Grandson Makes It Public
By Caitlin McNamara
BAY RIDGE — Daniel Mancini has made at least one man cry with his grandmother’s meatball and tomato sauce recipe.
The man was nearly 80 and hadn’t eaten a meatball since his Italian mother passed away. Although he first said no, he was persuaded by Mancini to try one during a supermarket tasting demonstration, after they discovered that Mancini’s grandmother and the man’s mother were both originally from Bari, Italy.
The man cried, saying, “I’m tasting my mother’s meatball right now.”
Mancini has seen many versions of this reaction to his Mama Mancini’s Meatballs and Sunday Sauce since going commercial with the recipe last year. Some people tell him that they wish they had kept their own grandmother’s recipes. Others say the food tastes like home.
It has reinforced his belief that he did the right thing by leaving a 25-year garment-industry career to concentrate on making the dish available for sale.
“A meatball is a meatball, but when you talk to people, a meatball is a big deal,” says Mancini.
The traditional family dinner is something Mancini enjoyed growing up in Bay Ridge in the 1960s. Mancini’s parents and four children moved in with their grandmother, Anna Mancini, after her husband passed away. She had long before left Italy, in 1921, to pursue a better life in America.
“Every Sunday we would gather together for Sunday dinner,” he says. “When I was 15 I asked her to teach me her recipes. I really concentrated. I knew one day she would pass away and her recipes would go with her.”
It was in 2007, at the suggestion of a colleague, that Mancini was inspired to share the meatball recipe with the owners of a new gourmet market opening in South Orange, N.J., where he now lives. The tasting was a success, and the owners of the store told Mancini that they would sell his meatballs, but only if he could find a way to produce them in large enough quantities for all of their markets.
Within a month, Mancini partnered with a New Jersey-based specialty food manufacturer to produce his grandmother’s meatball and tomato sauce recipe, following her own techniques as closely as possible.
He says his grandmother believed that the best meatballs, in addition to containing the right blend of herbs and spices, were those slowly cooked for several hours in the sauce.
Mancini’s break came in April when Martha Stewart invited him on her show. He calls it one of his proudest moments. He discussed with her his childhood memories of growing up in Bay Ridge and his love and admiration for his grandmother.
“Martha was great to me. I loved it.
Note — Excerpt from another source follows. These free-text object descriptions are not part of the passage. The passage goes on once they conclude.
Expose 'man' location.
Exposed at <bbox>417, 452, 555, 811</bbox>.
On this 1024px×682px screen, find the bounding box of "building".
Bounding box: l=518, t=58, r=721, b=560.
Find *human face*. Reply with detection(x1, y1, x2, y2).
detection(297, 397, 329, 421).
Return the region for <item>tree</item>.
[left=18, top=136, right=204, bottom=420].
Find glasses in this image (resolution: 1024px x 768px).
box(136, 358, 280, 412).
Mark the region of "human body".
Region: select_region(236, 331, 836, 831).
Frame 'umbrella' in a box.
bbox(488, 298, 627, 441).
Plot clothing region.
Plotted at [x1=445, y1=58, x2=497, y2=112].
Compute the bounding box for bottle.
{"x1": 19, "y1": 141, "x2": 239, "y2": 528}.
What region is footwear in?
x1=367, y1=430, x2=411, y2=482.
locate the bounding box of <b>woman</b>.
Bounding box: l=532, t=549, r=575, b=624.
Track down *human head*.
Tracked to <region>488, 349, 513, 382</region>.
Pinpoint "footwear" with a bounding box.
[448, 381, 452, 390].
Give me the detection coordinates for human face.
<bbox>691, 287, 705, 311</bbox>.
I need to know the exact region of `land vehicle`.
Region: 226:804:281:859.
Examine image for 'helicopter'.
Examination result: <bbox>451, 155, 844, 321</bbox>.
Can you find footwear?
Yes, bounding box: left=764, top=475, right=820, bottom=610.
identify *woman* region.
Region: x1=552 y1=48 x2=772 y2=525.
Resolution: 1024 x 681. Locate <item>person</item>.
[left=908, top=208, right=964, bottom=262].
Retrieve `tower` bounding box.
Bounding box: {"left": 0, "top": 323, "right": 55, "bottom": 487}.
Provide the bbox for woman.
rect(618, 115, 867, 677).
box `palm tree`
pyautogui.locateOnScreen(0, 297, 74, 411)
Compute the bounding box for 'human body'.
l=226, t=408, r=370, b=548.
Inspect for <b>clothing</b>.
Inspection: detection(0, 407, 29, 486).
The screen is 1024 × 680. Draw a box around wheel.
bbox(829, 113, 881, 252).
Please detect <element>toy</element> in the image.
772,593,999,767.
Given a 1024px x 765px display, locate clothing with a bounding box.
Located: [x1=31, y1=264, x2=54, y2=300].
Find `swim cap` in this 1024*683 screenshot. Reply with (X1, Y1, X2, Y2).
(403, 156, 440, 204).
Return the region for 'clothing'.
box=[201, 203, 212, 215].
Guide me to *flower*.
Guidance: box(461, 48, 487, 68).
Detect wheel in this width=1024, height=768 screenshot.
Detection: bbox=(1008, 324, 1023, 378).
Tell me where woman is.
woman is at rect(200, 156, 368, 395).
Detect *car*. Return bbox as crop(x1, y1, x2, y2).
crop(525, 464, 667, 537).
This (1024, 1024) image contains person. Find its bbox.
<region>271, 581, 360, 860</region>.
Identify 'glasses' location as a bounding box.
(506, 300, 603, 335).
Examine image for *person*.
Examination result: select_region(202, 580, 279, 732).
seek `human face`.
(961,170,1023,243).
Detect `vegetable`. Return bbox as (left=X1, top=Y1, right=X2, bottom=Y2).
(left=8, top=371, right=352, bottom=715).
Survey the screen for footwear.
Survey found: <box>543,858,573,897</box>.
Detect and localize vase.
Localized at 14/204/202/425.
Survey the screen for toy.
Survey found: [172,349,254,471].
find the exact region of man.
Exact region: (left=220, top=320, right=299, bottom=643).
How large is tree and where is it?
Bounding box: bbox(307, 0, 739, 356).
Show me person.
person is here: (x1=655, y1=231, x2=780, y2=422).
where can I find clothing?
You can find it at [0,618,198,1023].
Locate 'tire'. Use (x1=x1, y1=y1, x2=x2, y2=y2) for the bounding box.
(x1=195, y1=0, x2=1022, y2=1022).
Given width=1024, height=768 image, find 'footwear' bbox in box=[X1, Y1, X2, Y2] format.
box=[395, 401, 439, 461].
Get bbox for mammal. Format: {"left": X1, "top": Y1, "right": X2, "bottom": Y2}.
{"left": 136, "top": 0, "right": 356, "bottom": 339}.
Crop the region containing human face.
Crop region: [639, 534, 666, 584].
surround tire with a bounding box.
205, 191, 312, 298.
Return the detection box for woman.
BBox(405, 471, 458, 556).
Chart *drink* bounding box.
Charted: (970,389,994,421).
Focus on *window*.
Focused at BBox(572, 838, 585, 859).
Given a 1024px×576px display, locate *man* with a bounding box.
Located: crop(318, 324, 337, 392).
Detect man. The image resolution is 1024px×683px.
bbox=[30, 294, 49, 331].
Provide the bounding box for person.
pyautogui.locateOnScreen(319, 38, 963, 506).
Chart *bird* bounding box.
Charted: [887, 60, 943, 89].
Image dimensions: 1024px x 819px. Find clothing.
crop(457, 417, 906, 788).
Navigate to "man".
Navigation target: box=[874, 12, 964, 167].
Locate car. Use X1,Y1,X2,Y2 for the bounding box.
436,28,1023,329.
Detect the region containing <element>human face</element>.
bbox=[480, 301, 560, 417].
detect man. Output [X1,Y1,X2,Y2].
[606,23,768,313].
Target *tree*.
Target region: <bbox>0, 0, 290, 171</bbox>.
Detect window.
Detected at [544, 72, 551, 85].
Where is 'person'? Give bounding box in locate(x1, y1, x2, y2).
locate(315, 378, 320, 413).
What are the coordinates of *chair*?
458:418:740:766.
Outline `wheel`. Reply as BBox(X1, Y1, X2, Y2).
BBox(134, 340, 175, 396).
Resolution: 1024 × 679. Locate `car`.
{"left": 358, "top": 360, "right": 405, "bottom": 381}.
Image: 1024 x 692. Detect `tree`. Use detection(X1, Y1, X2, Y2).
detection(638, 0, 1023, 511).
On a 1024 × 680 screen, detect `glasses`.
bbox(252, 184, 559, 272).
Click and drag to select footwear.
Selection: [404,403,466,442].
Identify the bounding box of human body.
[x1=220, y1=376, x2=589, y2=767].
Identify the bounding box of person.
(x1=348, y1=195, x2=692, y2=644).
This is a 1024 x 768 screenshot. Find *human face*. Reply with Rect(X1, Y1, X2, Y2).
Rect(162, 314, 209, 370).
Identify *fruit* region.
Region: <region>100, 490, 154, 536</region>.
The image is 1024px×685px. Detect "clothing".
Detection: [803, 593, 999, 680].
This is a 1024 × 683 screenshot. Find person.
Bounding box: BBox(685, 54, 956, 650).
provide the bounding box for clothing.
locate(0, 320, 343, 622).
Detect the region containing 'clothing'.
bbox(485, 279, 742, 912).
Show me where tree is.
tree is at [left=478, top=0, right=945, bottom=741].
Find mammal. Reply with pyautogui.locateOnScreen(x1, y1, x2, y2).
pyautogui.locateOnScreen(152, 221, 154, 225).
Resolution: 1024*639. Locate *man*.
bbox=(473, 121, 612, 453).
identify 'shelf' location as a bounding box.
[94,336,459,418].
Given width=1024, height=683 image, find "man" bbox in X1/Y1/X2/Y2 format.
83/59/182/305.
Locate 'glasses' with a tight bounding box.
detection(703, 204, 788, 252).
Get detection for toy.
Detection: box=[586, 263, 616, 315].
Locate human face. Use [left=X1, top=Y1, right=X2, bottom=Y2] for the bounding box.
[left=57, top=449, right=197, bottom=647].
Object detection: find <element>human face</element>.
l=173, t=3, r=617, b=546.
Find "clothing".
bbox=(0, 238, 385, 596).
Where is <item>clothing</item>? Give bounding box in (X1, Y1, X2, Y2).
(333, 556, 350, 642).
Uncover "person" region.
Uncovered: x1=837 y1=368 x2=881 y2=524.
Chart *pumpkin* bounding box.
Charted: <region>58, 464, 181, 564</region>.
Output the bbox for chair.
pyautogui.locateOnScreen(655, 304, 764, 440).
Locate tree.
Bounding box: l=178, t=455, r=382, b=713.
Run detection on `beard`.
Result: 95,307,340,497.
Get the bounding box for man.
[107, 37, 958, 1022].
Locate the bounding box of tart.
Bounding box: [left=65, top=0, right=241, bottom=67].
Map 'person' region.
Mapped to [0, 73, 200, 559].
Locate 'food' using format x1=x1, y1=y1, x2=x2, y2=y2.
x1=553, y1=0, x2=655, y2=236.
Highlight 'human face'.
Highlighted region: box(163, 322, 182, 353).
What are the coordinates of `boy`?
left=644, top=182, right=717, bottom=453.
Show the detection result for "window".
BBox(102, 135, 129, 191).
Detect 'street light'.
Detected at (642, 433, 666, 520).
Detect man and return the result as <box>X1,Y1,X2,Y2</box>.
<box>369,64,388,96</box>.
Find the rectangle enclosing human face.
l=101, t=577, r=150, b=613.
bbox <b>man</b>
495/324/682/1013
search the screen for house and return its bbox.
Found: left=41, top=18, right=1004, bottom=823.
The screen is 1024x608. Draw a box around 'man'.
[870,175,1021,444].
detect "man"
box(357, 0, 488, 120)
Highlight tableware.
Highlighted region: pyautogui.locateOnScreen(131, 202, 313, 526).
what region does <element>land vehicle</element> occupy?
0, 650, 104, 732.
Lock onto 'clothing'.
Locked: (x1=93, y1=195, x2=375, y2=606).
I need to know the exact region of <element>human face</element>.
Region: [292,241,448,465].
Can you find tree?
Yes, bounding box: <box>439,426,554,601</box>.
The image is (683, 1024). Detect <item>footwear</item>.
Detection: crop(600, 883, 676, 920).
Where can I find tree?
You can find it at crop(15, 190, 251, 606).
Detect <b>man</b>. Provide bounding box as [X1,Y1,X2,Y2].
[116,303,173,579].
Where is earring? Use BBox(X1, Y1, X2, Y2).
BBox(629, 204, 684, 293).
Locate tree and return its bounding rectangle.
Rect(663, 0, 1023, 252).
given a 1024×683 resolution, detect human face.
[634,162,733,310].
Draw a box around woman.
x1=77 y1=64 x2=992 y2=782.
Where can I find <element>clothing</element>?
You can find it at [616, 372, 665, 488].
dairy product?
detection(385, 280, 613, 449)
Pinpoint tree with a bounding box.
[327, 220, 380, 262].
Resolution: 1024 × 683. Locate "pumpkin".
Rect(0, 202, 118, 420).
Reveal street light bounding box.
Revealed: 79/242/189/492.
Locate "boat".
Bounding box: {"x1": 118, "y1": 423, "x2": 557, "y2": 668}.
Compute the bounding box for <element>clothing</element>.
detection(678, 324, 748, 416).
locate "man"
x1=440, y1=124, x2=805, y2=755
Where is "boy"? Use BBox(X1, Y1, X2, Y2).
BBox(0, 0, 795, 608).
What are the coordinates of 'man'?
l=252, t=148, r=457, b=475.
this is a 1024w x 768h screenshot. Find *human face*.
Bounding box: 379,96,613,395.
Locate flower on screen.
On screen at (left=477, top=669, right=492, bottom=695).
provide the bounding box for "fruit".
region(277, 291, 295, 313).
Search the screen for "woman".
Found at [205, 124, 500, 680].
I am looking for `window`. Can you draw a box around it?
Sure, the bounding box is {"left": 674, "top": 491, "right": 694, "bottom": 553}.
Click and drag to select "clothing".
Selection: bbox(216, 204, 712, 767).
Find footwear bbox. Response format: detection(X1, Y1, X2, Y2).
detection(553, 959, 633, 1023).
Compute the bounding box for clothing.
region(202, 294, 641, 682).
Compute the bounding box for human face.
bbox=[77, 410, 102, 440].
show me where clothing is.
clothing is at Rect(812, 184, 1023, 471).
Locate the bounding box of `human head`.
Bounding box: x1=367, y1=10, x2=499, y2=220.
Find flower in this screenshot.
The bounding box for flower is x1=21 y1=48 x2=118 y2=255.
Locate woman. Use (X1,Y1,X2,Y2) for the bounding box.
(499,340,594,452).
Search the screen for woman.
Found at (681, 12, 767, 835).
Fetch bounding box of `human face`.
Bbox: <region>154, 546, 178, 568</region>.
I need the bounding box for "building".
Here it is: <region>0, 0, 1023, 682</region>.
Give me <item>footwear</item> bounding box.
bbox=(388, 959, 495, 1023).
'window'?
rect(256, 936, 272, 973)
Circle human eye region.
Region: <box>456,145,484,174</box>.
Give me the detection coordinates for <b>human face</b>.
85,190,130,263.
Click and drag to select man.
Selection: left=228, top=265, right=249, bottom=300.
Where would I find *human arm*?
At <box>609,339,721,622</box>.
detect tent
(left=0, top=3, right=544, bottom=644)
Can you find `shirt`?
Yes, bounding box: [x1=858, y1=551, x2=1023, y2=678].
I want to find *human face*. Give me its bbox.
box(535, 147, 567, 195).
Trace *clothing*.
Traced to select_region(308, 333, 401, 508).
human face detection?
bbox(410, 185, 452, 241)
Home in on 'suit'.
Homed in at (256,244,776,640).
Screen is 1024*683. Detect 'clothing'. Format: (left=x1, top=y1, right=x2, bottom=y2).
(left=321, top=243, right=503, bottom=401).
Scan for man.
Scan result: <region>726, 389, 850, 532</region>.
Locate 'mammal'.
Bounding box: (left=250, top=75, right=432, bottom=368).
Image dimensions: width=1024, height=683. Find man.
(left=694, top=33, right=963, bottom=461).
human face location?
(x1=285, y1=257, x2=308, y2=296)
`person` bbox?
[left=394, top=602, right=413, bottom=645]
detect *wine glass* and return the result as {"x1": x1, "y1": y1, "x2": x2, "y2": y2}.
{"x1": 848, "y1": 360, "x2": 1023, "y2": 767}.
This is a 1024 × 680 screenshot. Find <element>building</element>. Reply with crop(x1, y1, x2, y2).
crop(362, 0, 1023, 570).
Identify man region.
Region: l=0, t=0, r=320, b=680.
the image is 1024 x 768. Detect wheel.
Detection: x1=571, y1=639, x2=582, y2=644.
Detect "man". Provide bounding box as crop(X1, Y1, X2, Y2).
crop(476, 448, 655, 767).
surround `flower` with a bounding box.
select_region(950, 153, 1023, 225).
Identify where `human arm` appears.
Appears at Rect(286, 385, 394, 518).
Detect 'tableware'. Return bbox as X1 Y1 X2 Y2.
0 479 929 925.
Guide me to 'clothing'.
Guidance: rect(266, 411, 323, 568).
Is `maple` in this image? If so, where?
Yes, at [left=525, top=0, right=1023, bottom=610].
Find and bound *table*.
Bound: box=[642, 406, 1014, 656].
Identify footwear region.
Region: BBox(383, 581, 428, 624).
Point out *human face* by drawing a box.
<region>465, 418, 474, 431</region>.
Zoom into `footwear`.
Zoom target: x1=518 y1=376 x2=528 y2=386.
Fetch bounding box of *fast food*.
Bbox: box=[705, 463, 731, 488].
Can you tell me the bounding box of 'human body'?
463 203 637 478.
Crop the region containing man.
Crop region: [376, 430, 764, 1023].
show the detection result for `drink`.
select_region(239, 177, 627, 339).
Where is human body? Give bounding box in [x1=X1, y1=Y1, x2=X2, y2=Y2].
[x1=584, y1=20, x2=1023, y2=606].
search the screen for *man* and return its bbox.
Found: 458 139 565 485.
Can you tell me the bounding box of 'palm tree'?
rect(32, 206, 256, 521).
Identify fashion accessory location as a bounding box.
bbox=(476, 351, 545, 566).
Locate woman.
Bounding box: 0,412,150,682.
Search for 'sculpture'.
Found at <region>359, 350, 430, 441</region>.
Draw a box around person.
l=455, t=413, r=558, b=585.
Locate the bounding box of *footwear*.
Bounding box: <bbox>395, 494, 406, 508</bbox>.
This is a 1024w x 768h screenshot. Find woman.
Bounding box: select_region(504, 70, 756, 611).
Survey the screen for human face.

I told her about another recipe for onion pie, and she said, ‘I gotta have you back on for that.’”
Whenever he and his wife Sherry entertain at home, Mancini can be found in the kitchen, cooking for his guests.
“Whenever I cook her recipes for friends and family, I am always reminded of the ‘scented memories’ that I have from my childhood,” he says. “I wanted to share mine with people who love good food, and who want to bring their family together with a great dinner, but who don’t have the time to cook.”
Mancini recently returned to Bay Ridge for the first time in a long time and spent time near his family home on Eighth Avenue. He was saddened to learn that Lento’s, a favorite haunt in his teens, had closed. His remaining family has since moved away.
He says of his grandmother, “I think she would be so happy [that her dish has been shared] because — I know this now, but I didn’t then — but it wasn’t all about the food. She knew that by cooking like this, she was keeping the family together.”
Mama Mancini’s meatballs are carried by retailers including Gourmet Garage, Garden of Eden, Pathmark, Super Fresh and in the Neiman Marcus and Figis catalogs. The northeast region of Whole Foods will stock the product within a few weeks.
“People keep coming up to me and telling me stories. I’m thinking of writing a book, maybe a tribute to grandmothers,” he says. “It’s been really exciting.”